Following the release earlier this week of the first teaser trailer for the upcoming Leonard Bernstein biopic Maestro, Bradley Cooper, the film’s writer, director, and star, has been criticized for wearing a prosthetic nose to play the legendary gay, Jewish composer.

“We are living in times where there is huge sensitivity and debate over ethnic & minority representation,” British actor and activist Tracy-Ann Obermann wrote in an Instagram post. “If Bradley Cooper greenlights your film to play the Jewish composer Bernstein and you want him over a Jewish A-Lister who can equally play that role – then let Bradley Cooper’s acting be so magnificent and truthful that the character of Bernstein shines through what he already looks like.”

“If he needs to wear a prosthetic nose then that is, to me and many others, the equivalent of Black-Face or Yellow-Face,” Oberman added.

“I’ve talked about authenticity casting not applying to Jews – and what that means – many times. The only difference here is it’s more – well – on the nose,” tweeted British comedian and author David Baddiel. Baddiel directed readers to his 2022 Guardian piece criticizing the film and television industry for continuing to cast non-Jewish actors to play Jewish characters even as the argument for hiring queer, trans, disabled, and fat performers to play queer, trans, disabled, and fat characters has gained more attention in recent years.

This isn’t the first time Cooper, who is neither queer nor Jewish, has been criticized for playing Bernstein. As Israeli newspaper Haaretz noted last year, the controversy goes all the way back to 2018 when Cooper and Steven Spielberg secured the music rights from Bernstein’s estate over actor Jake Gyllenhaal, who is Jewish, and director Cary Fukunaga.

When Netflix released photos of Cooper in character earlier this year, social media users blasted his decision to wear a prosthetic nose as “antisemitic.”

“Don’t give non-Jewish actors a fake nose to play Jews,” out Israeli author Hen Mazzig tweeted. “This stereotype leans into Nazi race science on what Jews look like, centuries of hooked nose imagery, and propaganda made to dehumanize Jewish people!”

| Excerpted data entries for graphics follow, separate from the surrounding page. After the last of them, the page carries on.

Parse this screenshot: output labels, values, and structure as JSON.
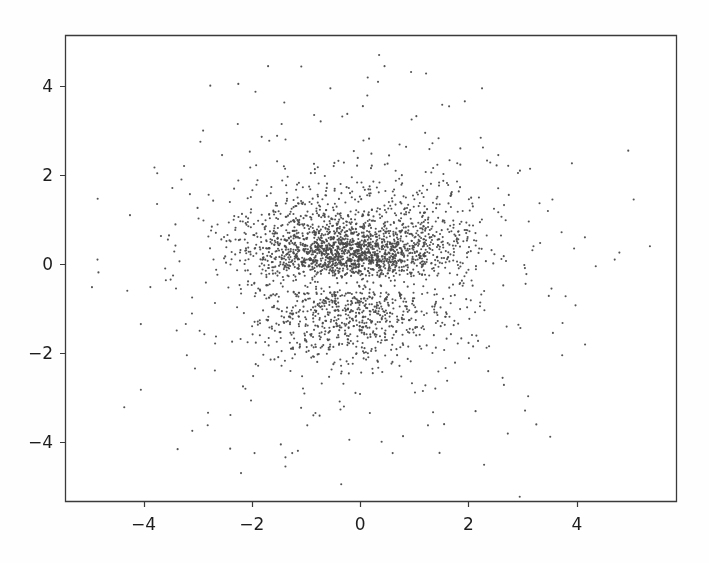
{
  "figure": {
    "background_color": "#fefefe",
    "plot_background_color": "#ffffff",
    "frame_color": "#3a3a3a",
    "tick_color": "#3a3a3a",
    "label_color": "#1d1d1d",
    "point_color": "#4a4a4a"
  },
  "chart_data": {
    "type": "scatter",
    "title": "",
    "subtitle": "",
    "xlabel": "",
    "ylabel": "",
    "xlim": [
      -5.45,
      5.85
    ],
    "ylim": [
      -5.35,
      5.15
    ],
    "xticks": [
      -4,
      -2,
      0,
      2,
      4
    ],
    "yticks": [
      -4,
      -2,
      0,
      2,
      4
    ],
    "xtick_labels": [
      "−4",
      "−2",
      "0",
      "2",
      "4"
    ],
    "ytick_labels": [
      "−4",
      "−2",
      "0",
      "2",
      "4"
    ],
    "grid": false,
    "legend": null,
    "legend_position": "none",
    "annotations": [],
    "marker": {
      "shape": "circle",
      "size_px": 2.1,
      "color": "#4a4a4a",
      "alpha": 0.95
    },
    "n_points": 3100,
    "series": [
      {
        "name": "points",
        "description": "Dense bivariate cloud centred near the origin with a bright horizontal band near y=0.2, a low-density gap near y=-0.45, and a second dense lobe near y=-1.1; broad sparse halo out to radius ~5.",
        "x_mean": -0.05,
        "y_mean": -0.15,
        "x_std": 1.05,
        "y_std": 1.15,
        "components": [
          {
            "name": "upper-band",
            "weight": 0.34,
            "mx": -0.1,
            "my": 0.28,
            "sx": 0.78,
            "sy": 0.3,
            "rot": 0.0
          },
          {
            "name": "upper-wide",
            "weight": 0.14,
            "mx": -0.25,
            "my": 0.75,
            "sx": 1.05,
            "sy": 0.55,
            "rot": 0.0
          },
          {
            "name": "lower-lobe",
            "weight": 0.24,
            "mx": -0.15,
            "my": -1.05,
            "sx": 0.82,
            "sy": 0.52,
            "rot": 0.0
          },
          {
            "name": "right-wing",
            "weight": 0.07,
            "mx": 1.25,
            "my": 0.55,
            "sx": 0.6,
            "sy": 0.75,
            "rot": 0.0
          },
          {
            "name": "left-wing",
            "weight": 0.07,
            "mx": -1.3,
            "my": 0.3,
            "sx": 0.55,
            "sy": 0.7,
            "rot": 0.0
          },
          {
            "name": "halo",
            "weight": 0.14,
            "mx": -0.1,
            "my": -0.25,
            "sx": 1.9,
            "sy": 1.85,
            "rot": 0.0
          }
        ],
        "outliers": [
          [
            -4.85,
            0.1
          ],
          [
            -4.3,
            -0.6
          ],
          [
            -4.25,
            1.1
          ],
          [
            -4.05,
            -1.35
          ],
          [
            -3.75,
            1.35
          ],
          [
            -3.6,
            -0.1
          ],
          [
            -3.55,
            0.55
          ],
          [
            -3.5,
            -0.35
          ],
          [
            -3.4,
            -0.55
          ],
          [
            -3.3,
            1.9
          ],
          [
            -3.2,
            -2.05
          ],
          [
            -3.1,
            -3.75
          ],
          [
            -3.05,
            -2.35
          ],
          [
            -2.95,
            2.75
          ],
          [
            -2.9,
            3.0
          ],
          [
            -2.55,
            2.45
          ],
          [
            -2.4,
            -4.15
          ],
          [
            -2.25,
            4.05
          ],
          [
            -2.2,
            -4.7
          ],
          [
            -1.95,
            -4.25
          ],
          [
            -1.7,
            4.45
          ],
          [
            -1.45,
            3.15
          ],
          [
            -1.15,
            -4.2
          ],
          [
            -0.85,
            3.35
          ],
          [
            -0.55,
            3.95
          ],
          [
            -0.35,
            -4.95
          ],
          [
            -0.2,
            -3.95
          ],
          [
            0.05,
            3.55
          ],
          [
            0.35,
            4.7
          ],
          [
            0.45,
            4.45
          ],
          [
            0.6,
            -4.25
          ],
          [
            0.95,
            3.25
          ],
          [
            1.2,
            2.95
          ],
          [
            1.55,
            -3.6
          ],
          [
            1.85,
            2.6
          ],
          [
            2.25,
            3.95
          ],
          [
            2.55,
            2.45
          ],
          [
            2.95,
            2.1
          ],
          [
            3.2,
            0.4
          ],
          [
            3.55,
            1.45
          ],
          [
            3.95,
            0.35
          ],
          [
            4.15,
            0.6
          ],
          [
            4.35,
            -0.05
          ],
          [
            4.7,
            0.1
          ],
          [
            4.95,
            2.55
          ],
          [
            5.05,
            1.45
          ],
          [
            5.35,
            0.4
          ]
        ]
      }
    ]
  },
  "geometry": {
    "plot_left": 65,
    "plot_right": 677,
    "plot_top": 35,
    "plot_bottom": 502,
    "tick_length": 5
  }
}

The Hollywood Reporter‘s chief television critic Daniel Fienberg described the decision as “problematic.”

In a piece for The Canadian Jewish News, lawyer and podcaster James Hirsh described Cooper’s performance as “Jewface.” While Hirsh noted that “there’s no reason to believe that the decision to wear a fake nose is a deliberately antisemitic act,” he noted that Cooper didn’t wear prosthetics to play other real-life characters in American Sniper, Licorice Pizza, and The Elephant Man.

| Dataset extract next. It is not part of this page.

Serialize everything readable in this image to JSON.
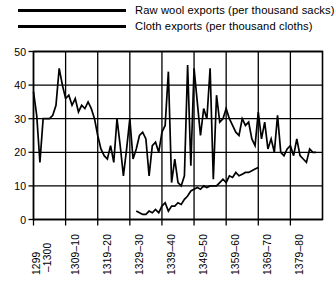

“The association between Jews and a hooked or large nose dates back to the 13th century. Antisemitic propaganda has long focused on this facial feature to highlight Jews as ‘others,’” Hirsh wrote. “Jews shouldn’t tolerate ongoing caricatures on the big screen regardless of whether it is done overtly or subconsciously or in a movie with Jewish producers. And so, if Bradley Cooper cannot figure out how to portray Leonard Bernstein without a prosthetic nose, then he shouldn’t be playing him at all.”

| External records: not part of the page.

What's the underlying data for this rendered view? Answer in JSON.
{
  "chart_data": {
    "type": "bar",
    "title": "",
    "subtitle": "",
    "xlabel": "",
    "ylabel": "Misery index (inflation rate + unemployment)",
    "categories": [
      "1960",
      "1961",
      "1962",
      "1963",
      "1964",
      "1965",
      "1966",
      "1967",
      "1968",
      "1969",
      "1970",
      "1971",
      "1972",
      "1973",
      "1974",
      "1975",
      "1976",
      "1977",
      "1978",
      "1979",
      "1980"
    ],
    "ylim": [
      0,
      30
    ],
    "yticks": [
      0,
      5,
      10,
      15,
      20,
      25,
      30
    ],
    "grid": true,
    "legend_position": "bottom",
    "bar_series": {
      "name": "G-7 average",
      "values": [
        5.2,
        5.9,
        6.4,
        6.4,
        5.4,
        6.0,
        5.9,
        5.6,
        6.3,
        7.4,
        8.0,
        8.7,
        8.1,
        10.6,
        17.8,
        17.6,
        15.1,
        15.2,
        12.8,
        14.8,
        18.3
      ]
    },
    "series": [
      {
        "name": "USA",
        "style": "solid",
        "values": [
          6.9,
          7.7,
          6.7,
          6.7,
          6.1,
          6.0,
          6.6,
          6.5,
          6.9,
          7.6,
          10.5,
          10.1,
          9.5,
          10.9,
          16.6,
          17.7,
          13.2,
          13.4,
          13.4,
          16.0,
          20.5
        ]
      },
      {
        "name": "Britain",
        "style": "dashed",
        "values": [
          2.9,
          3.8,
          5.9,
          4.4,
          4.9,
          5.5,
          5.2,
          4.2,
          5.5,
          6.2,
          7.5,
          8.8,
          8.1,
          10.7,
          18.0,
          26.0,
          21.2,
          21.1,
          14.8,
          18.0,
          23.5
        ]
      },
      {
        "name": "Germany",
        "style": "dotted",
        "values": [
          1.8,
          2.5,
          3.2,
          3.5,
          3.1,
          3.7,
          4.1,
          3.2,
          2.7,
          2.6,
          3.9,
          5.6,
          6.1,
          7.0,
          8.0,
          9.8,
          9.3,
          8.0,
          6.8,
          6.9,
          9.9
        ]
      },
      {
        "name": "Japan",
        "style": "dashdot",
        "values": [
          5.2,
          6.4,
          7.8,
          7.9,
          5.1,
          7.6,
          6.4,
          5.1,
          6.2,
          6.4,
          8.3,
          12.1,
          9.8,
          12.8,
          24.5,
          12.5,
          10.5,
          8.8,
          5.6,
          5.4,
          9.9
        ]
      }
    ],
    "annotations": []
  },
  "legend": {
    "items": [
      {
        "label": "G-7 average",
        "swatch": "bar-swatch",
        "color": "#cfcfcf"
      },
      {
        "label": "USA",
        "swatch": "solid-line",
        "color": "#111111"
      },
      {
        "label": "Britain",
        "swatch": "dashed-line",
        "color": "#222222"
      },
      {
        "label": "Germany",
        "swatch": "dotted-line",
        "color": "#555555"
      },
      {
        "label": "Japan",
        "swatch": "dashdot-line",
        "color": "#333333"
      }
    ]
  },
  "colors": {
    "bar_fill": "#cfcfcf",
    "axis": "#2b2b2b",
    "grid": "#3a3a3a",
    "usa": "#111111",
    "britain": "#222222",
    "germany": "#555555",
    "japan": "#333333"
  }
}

On Wednesday, Bernstein’s children addressed the controversy. In a statement posted to Twitter, they defended Cooper, saying that the actor “included the three of us along every step of his amazing journey as he made his film about our father.”

“It breaks our hearts to see any misrepresentations or misunderstandings of his efforts,” they wrote. “It happens to be true that Leonard Bernstein had a nice, big nose. Bradley chose to use makeup to amplify his resemblance, and we’re perfectly fine with that. We’re also certain that our dad would have been fine with it as well.”